Georg Stary, Andrew Olive, Aleksandar F. Radovic-Moreno, David Gondek, David Alvarez, Pamela A. Basto, Mario Perro, Vladimir D. Vrbanac, Andrew M. Tager, Jinjun Shi, Jeremy A. Yethon, Omid C. Farokhzad, Robert Langer, Michael N. Starnbach, Ulrich H. von Andrian. (2015). A mucosal vaccine against Chlamydia trachomatis generates two waves of protective memory T cells. Science (348) 6241. DOI: 10.1126/science.aaa8205.
Abstract
Genital Chlamydia trachomatis (Ct) infection induces protective immunity that depends on interferon-γ–producing CD4 T cells. By contrast, we report that mucosal exposure to ultraviolet light (UV)–inactivated Ct (UV-Ct) generated regulatory T cells that exacerbated subsequent Ct infection. We show that mucosal immunization with UV-Ct complexed with charge-switching synthetic adjuvant particles (cSAPs) elicited long-lived protection in conventional and humanized mice. UV-Ct–cSAP targeted immunogenic uterine CD11b+CD103– dendritic cells (DCs), whereas UV-Ct accumulated in tolerogenic CD11b–CD103+ DCs. Regardless of vaccination route, UV-Ct–cSAP induced systemic memory T cells, but only mucosal vaccination induced effector T cells that rapidly seeded uterine mucosa with resident memory T cells (TRM cells). Optimal Ct clearance required both TRM seeding and subsequent infection-induced recruitment of circulating memory T cells. Thus, UV-Ct–cSAP vaccination generated two synergistic memory T cell subsets with distinct migratory properties.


▶ _Task description_
The finished copy must match the records exactly, except that it contains no pictures.
*** Task input
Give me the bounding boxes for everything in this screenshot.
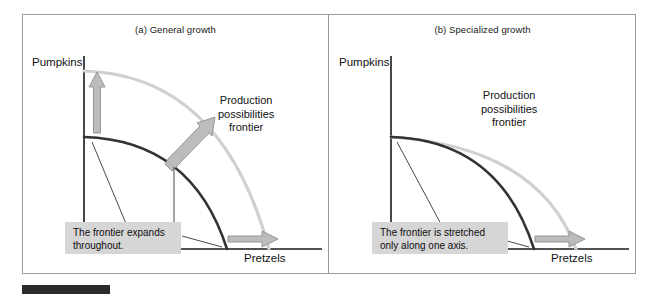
panel-a-arrow-vertical: [89, 72, 105, 133]
panel-b-ppf-label-line1: Production: [483, 89, 536, 101]
panel-a-callout: The frontier expands throughout.: [65, 222, 181, 254]
panel-a-ppf-label-line2: possibilities: [218, 108, 274, 120]
panel-a-leader-line-top: [92, 142, 127, 226]
panel-b-ppf-label-line3: frontier: [492, 116, 526, 128]
panel-b-arrow-horizontal: [535, 231, 585, 247]
panel-general-growth: (a) General growth Pumpkins Pretzels: [22, 14, 329, 274]
panel-a-callout-line1: The frontier expands: [73, 227, 165, 238]
panel-b-leader-line-top: [397, 142, 442, 226]
bottom-accent-bar: [22, 285, 110, 294]
panel-b-callout-line1: The frontier is stretched: [380, 227, 485, 238]
panel-a-arrow-horizontal: [228, 231, 278, 247]
panel-b-ppf-label-line2: possibilities: [481, 103, 537, 115]
figure-container: (a) General growth Pumpkins Pretzels: [0, 0, 656, 300]
panel-b-ppf-label: Production possibilities frontier: [481, 89, 537, 130]
panel-a-callout-line2: throughout.: [73, 240, 124, 251]
panel-b-callout-line2: only along one axis.: [380, 240, 468, 251]
panel-a-ppf-label: Production possibilities frontier: [218, 94, 274, 135]
panel-a-leader-line-bottom: [182, 236, 222, 247]
panel-a-ppf-label-line3: frontier: [229, 121, 263, 133]
panel-a-arrow-diagonal: [165, 117, 215, 171]
panel-a-ppf-label-line1: Production: [220, 94, 273, 106]
panel-specialized-growth: (b) Specialized growth Pumpkins Pretzels…: [329, 14, 636, 274]
panel-b-callout: The frontier is stretched only along one…: [372, 222, 508, 254]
******
▶ _Your response_
Give me the bounding boxes for everything in this screenshot.
panel-a-arrow-vertical: [89, 72, 105, 133]
panel-b-ppf-label-line1: Production: [483, 89, 536, 101]
panel-a-callout: The frontier expands throughout.: [65, 222, 181, 254]
panel-a-ppf-label-line2: possibilities: [218, 108, 274, 120]
panel-a-leader-line-top: [92, 142, 127, 226]
panel-b-ppf-label-line3: frontier: [492, 116, 526, 128]
panel-b-arrow-horizontal: [535, 231, 585, 247]
panel-general-growth: (a) General growth Pumpkins Pretzels: [22, 14, 329, 274]
panel-a-callout-line1: The frontier expands: [73, 227, 165, 238]
panel-b-leader-line-top: [397, 142, 442, 226]
bottom-accent-bar: [22, 285, 110, 294]
panel-b-callout-line1: The frontier is stretched: [380, 227, 485, 238]
panel-a-arrow-horizontal: [228, 231, 278, 247]
panel-b-ppf-label-line2: possibilities: [481, 103, 537, 115]
figure-container: (a) General growth Pumpkins Pretzels: [0, 0, 656, 300]
panel-b-ppf-label: Production possibilities frontier: [481, 89, 537, 130]
panel-a-callout-line2: throughout.: [73, 240, 124, 251]
panel-b-callout-line2: only along one axis.: [380, 240, 468, 251]
panel-a-ppf-label: Production possibilities frontier: [218, 94, 274, 135]
panel-a-leader-line-bottom: [182, 236, 222, 247]
panel-a-ppf-label-line3: frontier: [229, 121, 263, 133]
panel-a-arrow-diagonal: [165, 117, 215, 171]
panel-a-ppf-label-line1: Production: [220, 94, 273, 106]
panel-specialized-growth: (b) Specialized growth Pumpkins Pretzels…: [329, 14, 636, 274]
panel-b-callout: The frontier is stretched only along one…: [372, 222, 508, 254]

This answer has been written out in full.